RE: I will prove to you that God exists
April 12, 2025 at 2:16 pm
(This post was last modified: April 12, 2025 at 2:22 pm by Angrboda.)
@Drew_2013
You claimed that scientists, such as Sean Carroll, have discounted my suggestion of necessity. At least in Carroll's case, what you said was a lie.
How many other scientists have you misrepresented?
"The third point is that the fine-tunings that you think are there might go away once you understand the universe better. They might only be apparent. There's a famous example that theists like to give or even cosmologists who haven't thought about it enough, that the expansion rate of the early universe is tuned to one part in ten to the sixtieth. That's the naive estimate, back of the envelope, pencil-and-paper that you would do. But in this case you can do better. You can go into the equations of general relativity and there is a correct, rigorous derivation of the probability and when you ask the same question using the correct equations, you find that the probability is 1. All but a set of measure zero of early universe cosmologies have the right expansion rate to live for a long time and allow life to exist. I can't say that all parameters fit into that paradigm, but until we know the answer, we can't claim that they are definitely finely-tuned."
- Sean Carroll
You claimed that scientists, such as Sean Carroll, have discounted my suggestion of necessity. At least in Carroll's case, what you said was a lie.
How many other scientists have you misrepresented?

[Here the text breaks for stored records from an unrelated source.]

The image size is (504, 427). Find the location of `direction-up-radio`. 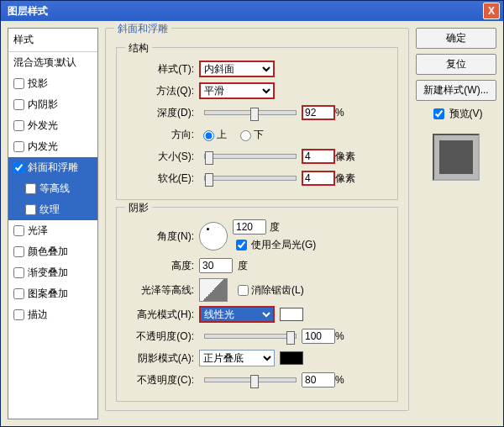

direction-up-radio is located at coordinates (208, 136).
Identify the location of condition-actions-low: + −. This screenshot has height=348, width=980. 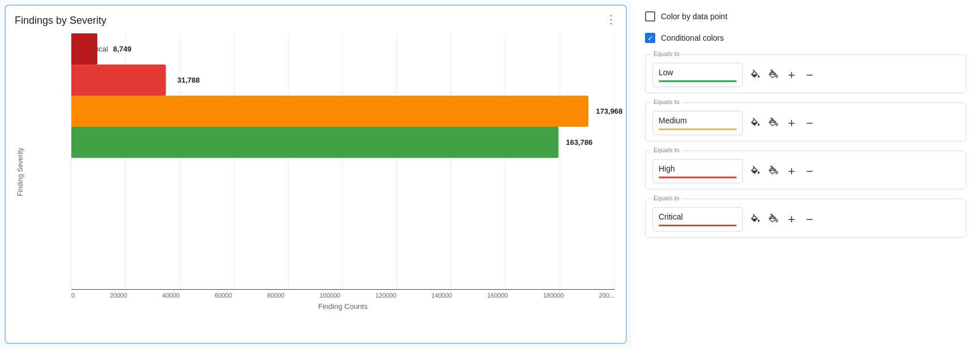
(783, 75).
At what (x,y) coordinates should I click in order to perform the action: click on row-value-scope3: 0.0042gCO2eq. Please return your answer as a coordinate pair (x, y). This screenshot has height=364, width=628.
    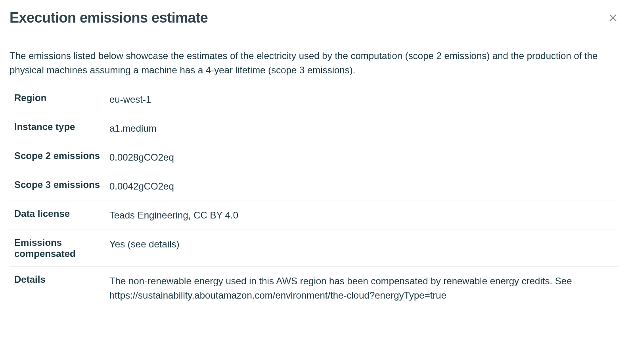
    Looking at the image, I should click on (362, 186).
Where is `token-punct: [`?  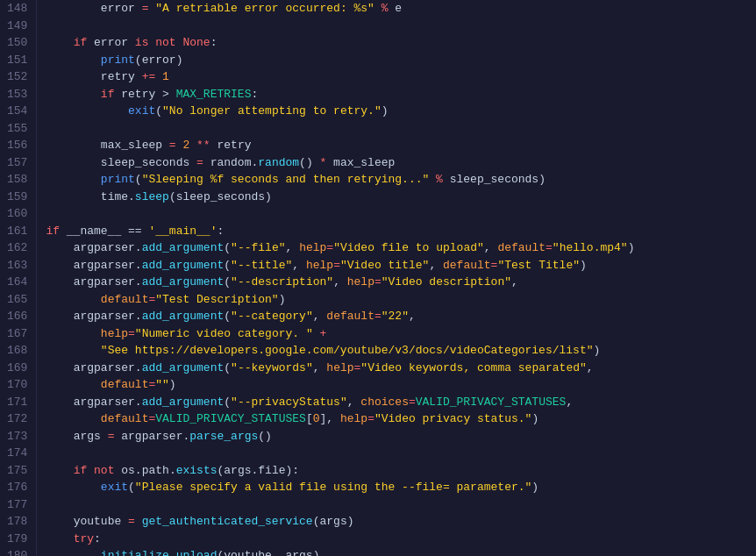
token-punct: [ is located at coordinates (310, 419).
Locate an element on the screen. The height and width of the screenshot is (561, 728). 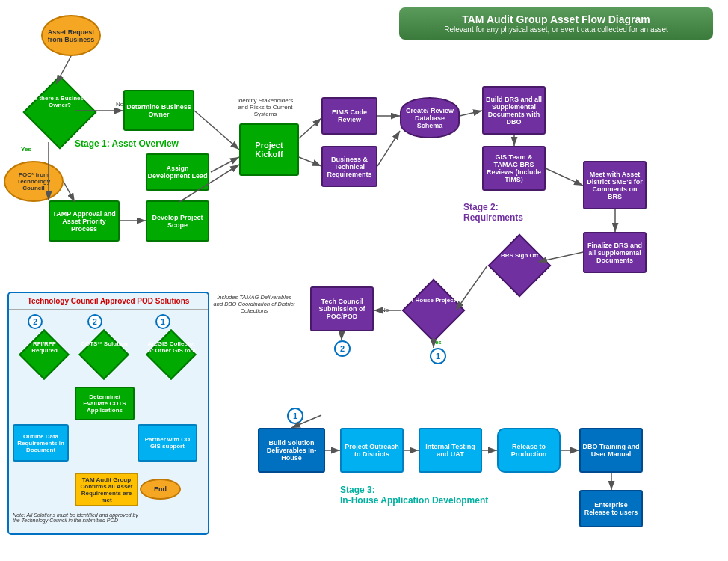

"The third point is that the fine-tunings that you think are there might go away once you understand the universe better. They might only be apparent. There's a famous example that theists like to give or even cosmologists who haven't thought about it enough, that the expansion rate of the early universe is tuned to one part in ten to the sixtieth. That's the naive estimate, back of the envelope, pencil-and-paper that you would do. But in this case you can do better. You can go into the equations of general relativity and there is a correct, rigorous derivation of the probability and when you ask the same question using the correct equations, you find that the probability is 1. All but a set of measure zero of early universe cosmologies have the right expansion rate to live for a long time and allow life to exist. I can't say that all parameters fit into that paradigm, but until we know the answer, we can't claim that they are definitely finely-tuned."